This book is an argument against and a reply to the seminal work of Edward Said. Mr. MacKenzie makes some original points himself. The book suffers because of poor illustration, and for some strange reason he omits orientalism in literature, even though his work deals with most of the major arts.
MacKenzie's invective against Edward Said's Orientalism reads more like a laundry list of complaints and transgressions than it does a well-reasoned critique of a fundamentally flawed component of the modern imperial historiographic canon. While MacKenzie raises many valid concerns, his rhetoric places him at the mercy of the same critical eye to which he subjects Said. Said, much to his credit, fought an above-board battle, whereas MacKenzie strays frequently down the same ill-fated, spittle-spewing path of Bernard Lewis.
In the nineteenth-century ‘battle of styles’ between Gothic and classical, the Orientalist interest constituted a set of relatively minor, geographically distant and virtually unrelated skirmishes.
MacKenzie's attack on Said comically misunderstands the thing it is he thinks he's attacking, but he must have capitalised handsomely on the title. I myself somehow ended up with two copies.
MacKenzie tried to refute the Saidist reading of Orientalist art, but more often than not he seems to be shooting himself in the foot. He has some valid points to be considered, granted, but even those are not enough to save this book.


Exercise goal: Please reproduce all the data exactly as written and omit the pictures.

Listed entries:

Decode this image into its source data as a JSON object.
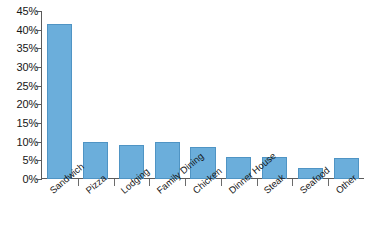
{
  "chart_data": {
    "type": "bar",
    "title": "",
    "subtitle": "",
    "xlabel": "",
    "ylabel": "",
    "categories": [
      "Sandwich",
      "Pizza",
      "Lodging",
      "Family Dining",
      "Chicken",
      "Dinner House",
      "Steak",
      "Seafood",
      "Other"
    ],
    "values": [
      41.5,
      10,
      9,
      10,
      8.5,
      6,
      6,
      3,
      5.5
    ],
    "ylim": [
      0,
      45
    ],
    "ytick_step": 5,
    "ytick_labels": [
      "0%",
      "5%",
      "10%",
      "15%",
      "20%",
      "25%",
      "30%",
      "35%",
      "40%",
      "45%"
    ],
    "ytick_values": [
      0,
      5,
      10,
      15,
      20,
      25,
      30,
      35,
      40,
      45
    ],
    "value_suffix": "%",
    "grid": false,
    "legend": false,
    "legend_position": "none",
    "series": [
      {
        "name": "Share",
        "values": [
          41.5,
          10,
          9,
          10,
          8.5,
          6,
          6,
          3,
          5.5
        ]
      }
    ]
  },
  "colors": {
    "bar_fill": "#6BAEDB",
    "bar_stroke": "#4F94C4",
    "axis": "#5A5A5A",
    "text": "#161616",
    "background": "#FFFFFF"
  }
}
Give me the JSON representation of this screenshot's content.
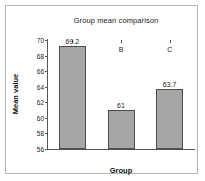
{
  "chart_data": {
    "type": "bar",
    "title": "Group mean comparison",
    "xlabel": "Group",
    "ylabel": "Mean value",
    "categories": [
      "A",
      "B",
      "C"
    ],
    "values": [
      69.2,
      61,
      63.7
    ],
    "data_labels": [
      "69.2",
      "61",
      "63.7"
    ],
    "ylim": [
      56,
      70
    ],
    "yticks": [
      70,
      68,
      66,
      64,
      62,
      60,
      58,
      56
    ],
    "ytick_labels": [
      "70",
      "68",
      "66",
      "64",
      "62",
      "60",
      "58",
      "56"
    ],
    "grid": false,
    "legend": false,
    "bar_fill_color": "#a6a6a6",
    "bar_edge_color": "#4d4d4d",
    "axis_color": "#555555",
    "frame_color": "#b4b4b4",
    "background_color": "#ffffff"
  }
}
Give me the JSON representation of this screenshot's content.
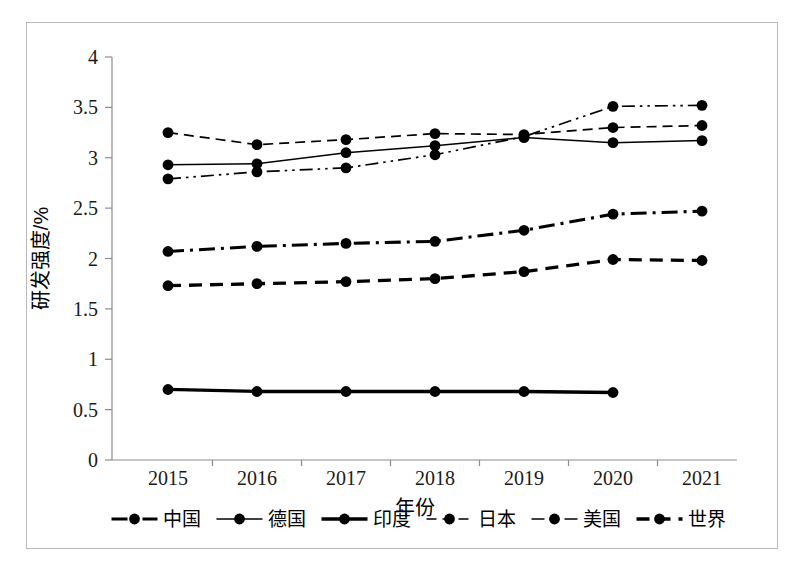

Reply:
Decode this image into its source data as a JSON object.
{
  "chart_data": {
    "type": "bar",
    "title": "",
    "subtitle": "",
    "xlabel": "",
    "ylabel": "",
    "categories": [
      "Sandwich",
      "Pizza",
      "Lodging",
      "Family Dining",
      "Chicken",
      "Dinner House",
      "Steak",
      "Seafood",
      "Other"
    ],
    "values": [
      41.5,
      10,
      9,
      10,
      8.5,
      6,
      6,
      3,
      5.5
    ],
    "ylim": [
      0,
      45
    ],
    "ytick_step": 5,
    "ytick_labels": [
      "0%",
      "5%",
      "10%",
      "15%",
      "20%",
      "25%",
      "30%",
      "35%",
      "40%",
      "45%"
    ],
    "ytick_values": [
      0,
      5,
      10,
      15,
      20,
      25,
      30,
      35,
      40,
      45
    ],
    "value_suffix": "%",
    "grid": false,
    "legend": false,
    "legend_position": "none",
    "series": [
      {
        "name": "Share",
        "values": [
          41.5,
          10,
          9,
          10,
          8.5,
          6,
          6,
          3,
          5.5
        ]
      }
    ]
  },
  "colors": {
    "bar_fill": "#6BAEDB",
    "bar_stroke": "#4F94C4",
    "axis": "#5A5A5A",
    "text": "#161616",
    "background": "#FFFFFF"
  }
}
Give me the JSON representation of this screenshot's content.
{
  "chart_data": {
    "type": "bar",
    "title": "Group mean comparison",
    "xlabel": "Group",
    "ylabel": "Mean value",
    "categories": [
      "A",
      "B",
      "C"
    ],
    "values": [
      69.2,
      61,
      63.7
    ],
    "data_labels": [
      "69.2",
      "61",
      "63.7"
    ],
    "ylim": [
      56,
      70
    ],
    "yticks": [
      70,
      68,
      66,
      64,
      62,
      60,
      58,
      56
    ],
    "ytick_labels": [
      "70",
      "68",
      "66",
      "64",
      "62",
      "60",
      "58",
      "56"
    ],
    "grid": false,
    "legend": false,
    "bar_fill_color": "#a6a6a6",
    "bar_edge_color": "#4d4d4d",
    "axis_color": "#555555",
    "frame_color": "#b4b4b4",
    "background_color": "#ffffff"
  }
}
Give me the JSON representation of this screenshot's content.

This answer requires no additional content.